Because of the fourteen hundred and fifty two people gathered on the pier that crisp autumn morning, most were Jews, and most were by now quite frantic. Frantic -- because all the Jews gathered that morning feared that something might prevent their boarding the ship -- and so prevent their escape to America. Already the Gestapo was monitoring air traffic within Europe, already they were plucking prominent Jews from aircraft bound for Lisbon, where the last Pan Am Clippers were departing mainland Europe for Miami and New York. Because, in a very real sense, these fleeing Jews were like desperately unwitting fish being forced into waiting nets, and this crossing on the Kungsholm appeared to be the last best way off the continent -- simply because the Gestapo had yet to find a way of operating effectively within neutral Sweden.

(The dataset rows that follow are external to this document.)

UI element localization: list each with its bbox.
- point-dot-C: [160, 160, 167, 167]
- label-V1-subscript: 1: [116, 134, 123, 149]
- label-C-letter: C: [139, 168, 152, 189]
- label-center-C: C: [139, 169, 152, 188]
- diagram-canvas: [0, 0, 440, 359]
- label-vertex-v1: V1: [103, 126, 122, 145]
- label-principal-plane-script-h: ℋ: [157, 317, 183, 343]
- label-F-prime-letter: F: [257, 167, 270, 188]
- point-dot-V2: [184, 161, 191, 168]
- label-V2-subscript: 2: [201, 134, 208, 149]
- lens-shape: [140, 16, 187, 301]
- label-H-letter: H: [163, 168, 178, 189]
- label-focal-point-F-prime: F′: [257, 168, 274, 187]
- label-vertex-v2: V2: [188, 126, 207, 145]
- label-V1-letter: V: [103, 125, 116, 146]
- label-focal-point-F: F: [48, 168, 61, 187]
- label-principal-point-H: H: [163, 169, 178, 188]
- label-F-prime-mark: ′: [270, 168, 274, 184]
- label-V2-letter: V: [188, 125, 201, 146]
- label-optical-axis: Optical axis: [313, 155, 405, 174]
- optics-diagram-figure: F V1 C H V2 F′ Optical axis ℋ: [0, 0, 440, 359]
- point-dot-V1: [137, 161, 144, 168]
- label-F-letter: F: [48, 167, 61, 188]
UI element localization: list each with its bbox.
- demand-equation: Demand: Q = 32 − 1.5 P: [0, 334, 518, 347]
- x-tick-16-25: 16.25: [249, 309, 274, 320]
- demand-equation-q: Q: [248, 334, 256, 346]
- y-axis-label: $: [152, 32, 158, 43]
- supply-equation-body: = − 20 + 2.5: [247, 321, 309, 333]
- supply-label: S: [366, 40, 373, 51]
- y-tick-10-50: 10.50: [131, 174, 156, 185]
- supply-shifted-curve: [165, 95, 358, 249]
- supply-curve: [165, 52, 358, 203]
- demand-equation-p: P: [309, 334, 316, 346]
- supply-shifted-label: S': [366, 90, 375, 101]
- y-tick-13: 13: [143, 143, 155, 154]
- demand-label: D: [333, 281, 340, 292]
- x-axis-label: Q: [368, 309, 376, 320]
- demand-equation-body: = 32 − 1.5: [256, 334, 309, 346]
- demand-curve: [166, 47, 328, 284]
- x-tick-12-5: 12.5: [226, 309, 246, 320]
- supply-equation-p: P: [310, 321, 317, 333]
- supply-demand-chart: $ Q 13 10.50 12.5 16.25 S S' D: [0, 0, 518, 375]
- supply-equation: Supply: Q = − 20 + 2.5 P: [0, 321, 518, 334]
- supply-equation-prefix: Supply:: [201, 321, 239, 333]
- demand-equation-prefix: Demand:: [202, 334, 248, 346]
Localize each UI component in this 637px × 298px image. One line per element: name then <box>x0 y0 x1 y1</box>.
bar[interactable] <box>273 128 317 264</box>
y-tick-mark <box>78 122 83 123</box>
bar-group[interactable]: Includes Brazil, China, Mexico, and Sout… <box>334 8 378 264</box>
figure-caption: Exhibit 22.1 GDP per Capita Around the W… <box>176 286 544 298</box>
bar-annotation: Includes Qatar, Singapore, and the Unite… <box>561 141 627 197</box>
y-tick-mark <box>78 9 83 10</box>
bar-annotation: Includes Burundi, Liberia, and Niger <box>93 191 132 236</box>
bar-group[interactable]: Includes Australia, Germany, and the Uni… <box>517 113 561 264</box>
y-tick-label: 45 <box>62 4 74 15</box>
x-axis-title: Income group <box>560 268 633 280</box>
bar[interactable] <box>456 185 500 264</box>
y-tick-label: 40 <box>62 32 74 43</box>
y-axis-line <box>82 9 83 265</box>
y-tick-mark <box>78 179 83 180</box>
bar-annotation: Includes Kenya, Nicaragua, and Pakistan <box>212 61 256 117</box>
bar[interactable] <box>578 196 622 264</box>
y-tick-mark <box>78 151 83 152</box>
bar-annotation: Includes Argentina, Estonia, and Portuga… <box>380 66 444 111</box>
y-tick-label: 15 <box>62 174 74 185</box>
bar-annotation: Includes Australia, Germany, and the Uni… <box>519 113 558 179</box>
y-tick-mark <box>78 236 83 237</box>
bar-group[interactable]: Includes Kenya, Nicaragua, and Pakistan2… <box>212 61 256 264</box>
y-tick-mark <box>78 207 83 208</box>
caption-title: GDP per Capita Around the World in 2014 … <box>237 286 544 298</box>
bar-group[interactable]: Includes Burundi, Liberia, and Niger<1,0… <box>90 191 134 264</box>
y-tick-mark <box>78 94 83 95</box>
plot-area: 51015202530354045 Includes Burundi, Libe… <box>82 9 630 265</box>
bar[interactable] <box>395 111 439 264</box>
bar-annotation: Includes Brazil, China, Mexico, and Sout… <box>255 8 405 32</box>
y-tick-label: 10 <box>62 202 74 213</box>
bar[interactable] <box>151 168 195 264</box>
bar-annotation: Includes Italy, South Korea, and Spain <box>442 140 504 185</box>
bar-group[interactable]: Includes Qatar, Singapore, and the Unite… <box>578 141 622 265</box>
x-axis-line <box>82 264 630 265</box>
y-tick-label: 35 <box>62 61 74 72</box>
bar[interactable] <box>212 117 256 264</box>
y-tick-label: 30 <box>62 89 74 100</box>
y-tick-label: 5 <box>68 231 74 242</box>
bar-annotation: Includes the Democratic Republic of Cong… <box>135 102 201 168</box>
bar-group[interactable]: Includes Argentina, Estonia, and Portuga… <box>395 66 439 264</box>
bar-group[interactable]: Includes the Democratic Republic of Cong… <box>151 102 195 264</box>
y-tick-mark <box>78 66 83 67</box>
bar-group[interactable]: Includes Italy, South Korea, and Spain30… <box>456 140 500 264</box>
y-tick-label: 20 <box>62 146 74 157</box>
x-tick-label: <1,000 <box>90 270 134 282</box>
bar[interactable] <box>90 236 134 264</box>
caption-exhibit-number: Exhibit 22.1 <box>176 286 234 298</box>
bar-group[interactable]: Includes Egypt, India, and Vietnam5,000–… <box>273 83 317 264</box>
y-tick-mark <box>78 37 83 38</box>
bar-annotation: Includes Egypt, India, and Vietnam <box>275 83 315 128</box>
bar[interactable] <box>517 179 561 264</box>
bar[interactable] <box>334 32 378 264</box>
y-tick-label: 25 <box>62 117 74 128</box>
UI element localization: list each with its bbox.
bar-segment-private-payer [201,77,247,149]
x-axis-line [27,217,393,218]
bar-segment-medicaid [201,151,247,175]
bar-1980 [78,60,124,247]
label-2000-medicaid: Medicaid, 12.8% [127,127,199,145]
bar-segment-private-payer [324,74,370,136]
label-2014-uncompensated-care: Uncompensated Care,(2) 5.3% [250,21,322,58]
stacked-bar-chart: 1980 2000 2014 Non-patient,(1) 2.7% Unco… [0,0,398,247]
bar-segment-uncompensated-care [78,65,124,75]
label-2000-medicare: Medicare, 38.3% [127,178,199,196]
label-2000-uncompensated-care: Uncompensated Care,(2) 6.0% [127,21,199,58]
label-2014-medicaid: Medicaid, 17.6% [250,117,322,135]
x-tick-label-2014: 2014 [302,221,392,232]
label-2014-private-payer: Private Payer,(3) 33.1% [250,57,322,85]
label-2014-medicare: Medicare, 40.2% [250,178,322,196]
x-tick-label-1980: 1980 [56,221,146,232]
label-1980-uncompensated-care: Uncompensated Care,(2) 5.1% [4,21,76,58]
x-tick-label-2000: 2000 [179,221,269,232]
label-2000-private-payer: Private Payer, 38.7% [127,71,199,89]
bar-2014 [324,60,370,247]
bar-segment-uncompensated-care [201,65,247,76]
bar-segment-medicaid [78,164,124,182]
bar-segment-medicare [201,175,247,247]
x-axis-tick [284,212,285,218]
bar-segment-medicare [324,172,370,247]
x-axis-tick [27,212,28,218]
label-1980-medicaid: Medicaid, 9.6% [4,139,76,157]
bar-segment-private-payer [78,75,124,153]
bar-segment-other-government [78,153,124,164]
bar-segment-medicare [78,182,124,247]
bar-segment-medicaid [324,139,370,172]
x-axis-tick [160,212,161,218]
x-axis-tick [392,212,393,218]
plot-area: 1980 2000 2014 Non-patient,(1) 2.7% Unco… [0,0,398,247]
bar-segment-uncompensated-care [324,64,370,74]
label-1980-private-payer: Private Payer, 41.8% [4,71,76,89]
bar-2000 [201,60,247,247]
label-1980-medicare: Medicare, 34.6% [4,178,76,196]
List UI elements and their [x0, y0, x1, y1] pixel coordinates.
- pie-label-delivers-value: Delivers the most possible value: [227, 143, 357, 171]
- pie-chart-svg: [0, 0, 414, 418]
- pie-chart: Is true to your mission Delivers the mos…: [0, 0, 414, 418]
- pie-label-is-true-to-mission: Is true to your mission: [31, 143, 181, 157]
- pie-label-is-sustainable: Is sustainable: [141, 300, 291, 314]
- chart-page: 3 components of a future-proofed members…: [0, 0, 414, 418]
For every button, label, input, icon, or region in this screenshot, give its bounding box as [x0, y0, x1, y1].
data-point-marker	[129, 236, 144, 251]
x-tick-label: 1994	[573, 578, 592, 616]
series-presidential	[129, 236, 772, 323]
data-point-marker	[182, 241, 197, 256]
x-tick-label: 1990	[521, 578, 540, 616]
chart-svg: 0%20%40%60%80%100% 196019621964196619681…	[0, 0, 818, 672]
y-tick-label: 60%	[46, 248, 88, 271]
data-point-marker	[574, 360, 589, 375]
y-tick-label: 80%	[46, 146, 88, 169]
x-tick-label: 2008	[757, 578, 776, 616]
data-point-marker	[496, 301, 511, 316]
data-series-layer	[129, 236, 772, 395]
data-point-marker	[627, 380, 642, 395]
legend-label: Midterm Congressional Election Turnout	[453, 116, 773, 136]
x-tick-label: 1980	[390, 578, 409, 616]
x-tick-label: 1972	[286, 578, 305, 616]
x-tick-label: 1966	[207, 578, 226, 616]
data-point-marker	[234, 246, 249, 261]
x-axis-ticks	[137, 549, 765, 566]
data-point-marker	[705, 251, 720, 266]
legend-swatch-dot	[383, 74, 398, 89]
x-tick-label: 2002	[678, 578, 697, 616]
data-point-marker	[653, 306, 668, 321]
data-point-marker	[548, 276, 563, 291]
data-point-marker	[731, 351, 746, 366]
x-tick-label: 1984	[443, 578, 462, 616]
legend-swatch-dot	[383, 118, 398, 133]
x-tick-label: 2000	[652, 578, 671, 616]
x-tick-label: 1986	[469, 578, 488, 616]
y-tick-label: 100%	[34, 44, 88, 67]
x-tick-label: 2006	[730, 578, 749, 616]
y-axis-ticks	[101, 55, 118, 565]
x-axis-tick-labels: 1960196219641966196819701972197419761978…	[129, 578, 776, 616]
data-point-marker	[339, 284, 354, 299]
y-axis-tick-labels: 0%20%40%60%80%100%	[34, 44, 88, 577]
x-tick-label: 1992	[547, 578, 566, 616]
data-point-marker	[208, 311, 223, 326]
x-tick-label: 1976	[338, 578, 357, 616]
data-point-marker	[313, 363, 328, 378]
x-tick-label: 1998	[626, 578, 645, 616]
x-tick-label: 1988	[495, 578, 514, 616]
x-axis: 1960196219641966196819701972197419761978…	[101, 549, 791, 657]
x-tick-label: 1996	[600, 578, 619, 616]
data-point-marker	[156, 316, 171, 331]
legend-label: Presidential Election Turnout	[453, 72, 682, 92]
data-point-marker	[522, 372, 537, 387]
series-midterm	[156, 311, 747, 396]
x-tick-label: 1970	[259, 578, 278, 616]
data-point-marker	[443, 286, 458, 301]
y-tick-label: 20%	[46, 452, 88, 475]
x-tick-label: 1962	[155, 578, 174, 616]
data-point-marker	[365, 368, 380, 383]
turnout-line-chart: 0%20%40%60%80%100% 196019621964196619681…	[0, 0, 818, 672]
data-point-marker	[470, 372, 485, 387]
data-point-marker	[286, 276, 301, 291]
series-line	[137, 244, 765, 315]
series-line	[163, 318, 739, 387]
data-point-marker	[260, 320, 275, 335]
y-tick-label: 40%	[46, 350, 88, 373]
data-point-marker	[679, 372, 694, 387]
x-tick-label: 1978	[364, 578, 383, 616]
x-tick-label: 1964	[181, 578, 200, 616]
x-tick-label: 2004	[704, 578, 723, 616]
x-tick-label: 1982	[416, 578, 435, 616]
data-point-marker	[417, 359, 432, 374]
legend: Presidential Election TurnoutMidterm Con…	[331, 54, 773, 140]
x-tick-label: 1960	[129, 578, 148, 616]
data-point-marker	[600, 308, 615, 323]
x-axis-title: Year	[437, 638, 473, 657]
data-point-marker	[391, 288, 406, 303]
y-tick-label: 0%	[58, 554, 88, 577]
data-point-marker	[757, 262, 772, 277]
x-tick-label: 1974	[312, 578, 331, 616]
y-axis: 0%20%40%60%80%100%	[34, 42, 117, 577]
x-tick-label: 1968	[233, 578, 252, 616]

So by the time Anders and Tilda Sorensen cleared immigration and walked across the boarding ramp and into the ship they each felt a palpable sense of release. Walking up the grand staircase to the reception area they felt an ongoing cascade of conflicting emotion: regret and sorrow for leaving the only life they had ever known -- then tumbling down the very real slopes of fleeing a deadly, ominous and incomprehensible force bent on their destruction. By the time they settled in their stateroom Tilda was a quivering wreck, so distraught she could hardly walk; Anders, however, pulled a prized old Meerschaum from his vest pocket then stepped out onto the promenade and slowly filled the bowl, watching the liner pull away from the quay as he lit the tobacco -- a quieting ritual he had stumbled upon when he had been a surgical resident some years before.

When he was able, when his own hands had steadied, he returned to his stateroom and helped Tilda get out of her traveling clothes and into something more appropriate to walking through the ship for lunch, then he took her out to the promenade for an easy stroll in the freshening breeze. He put his arm around her and once again he marveled at the way they seemed to have been made to fit one another. Everything about her felt so right, and it always had...from their very first moments together to this very instant.